→ About this task:
In the entries below, every line with the string "order" is to be reported.

[Stored records]
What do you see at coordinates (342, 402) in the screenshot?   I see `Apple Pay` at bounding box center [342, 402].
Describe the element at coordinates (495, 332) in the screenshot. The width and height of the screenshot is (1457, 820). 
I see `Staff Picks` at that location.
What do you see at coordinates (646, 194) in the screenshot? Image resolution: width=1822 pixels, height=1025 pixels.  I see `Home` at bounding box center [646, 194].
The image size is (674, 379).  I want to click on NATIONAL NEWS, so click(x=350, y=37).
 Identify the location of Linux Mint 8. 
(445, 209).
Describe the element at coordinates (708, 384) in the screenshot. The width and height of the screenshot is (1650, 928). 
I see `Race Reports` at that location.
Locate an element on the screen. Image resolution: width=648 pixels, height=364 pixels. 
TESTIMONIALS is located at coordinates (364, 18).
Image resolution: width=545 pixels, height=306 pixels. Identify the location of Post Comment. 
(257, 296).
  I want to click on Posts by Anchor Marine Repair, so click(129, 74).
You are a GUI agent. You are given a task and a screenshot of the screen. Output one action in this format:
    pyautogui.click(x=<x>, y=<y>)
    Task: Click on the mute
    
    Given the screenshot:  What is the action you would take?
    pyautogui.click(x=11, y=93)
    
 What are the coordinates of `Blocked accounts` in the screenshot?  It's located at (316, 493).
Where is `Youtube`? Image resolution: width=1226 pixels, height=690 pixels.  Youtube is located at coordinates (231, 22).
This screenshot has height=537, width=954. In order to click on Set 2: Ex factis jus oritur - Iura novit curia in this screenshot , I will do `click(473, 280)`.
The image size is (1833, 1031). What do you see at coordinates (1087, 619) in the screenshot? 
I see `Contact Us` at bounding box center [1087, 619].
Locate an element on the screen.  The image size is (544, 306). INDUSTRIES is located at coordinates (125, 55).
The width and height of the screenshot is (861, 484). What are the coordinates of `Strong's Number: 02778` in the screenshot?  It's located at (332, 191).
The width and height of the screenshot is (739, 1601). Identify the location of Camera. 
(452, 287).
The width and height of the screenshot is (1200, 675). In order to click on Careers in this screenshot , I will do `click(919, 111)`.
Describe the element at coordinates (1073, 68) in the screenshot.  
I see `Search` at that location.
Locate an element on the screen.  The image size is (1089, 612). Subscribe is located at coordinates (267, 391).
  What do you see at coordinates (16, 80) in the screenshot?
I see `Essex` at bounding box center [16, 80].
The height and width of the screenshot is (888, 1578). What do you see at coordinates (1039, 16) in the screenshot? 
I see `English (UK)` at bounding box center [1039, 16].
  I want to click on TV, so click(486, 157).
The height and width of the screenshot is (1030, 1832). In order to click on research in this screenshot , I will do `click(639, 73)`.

→ Exercise output:
This screenshot has height=537, width=954. In order to click on Set 2: Ex factis jus oritur - Iura novit curia in this screenshot , I will do `click(473, 280)`.
The width and height of the screenshot is (1200, 675). In order to click on Careers in this screenshot , I will do `click(919, 111)`.
The height and width of the screenshot is (1030, 1832). In order to click on research in this screenshot , I will do `click(639, 73)`.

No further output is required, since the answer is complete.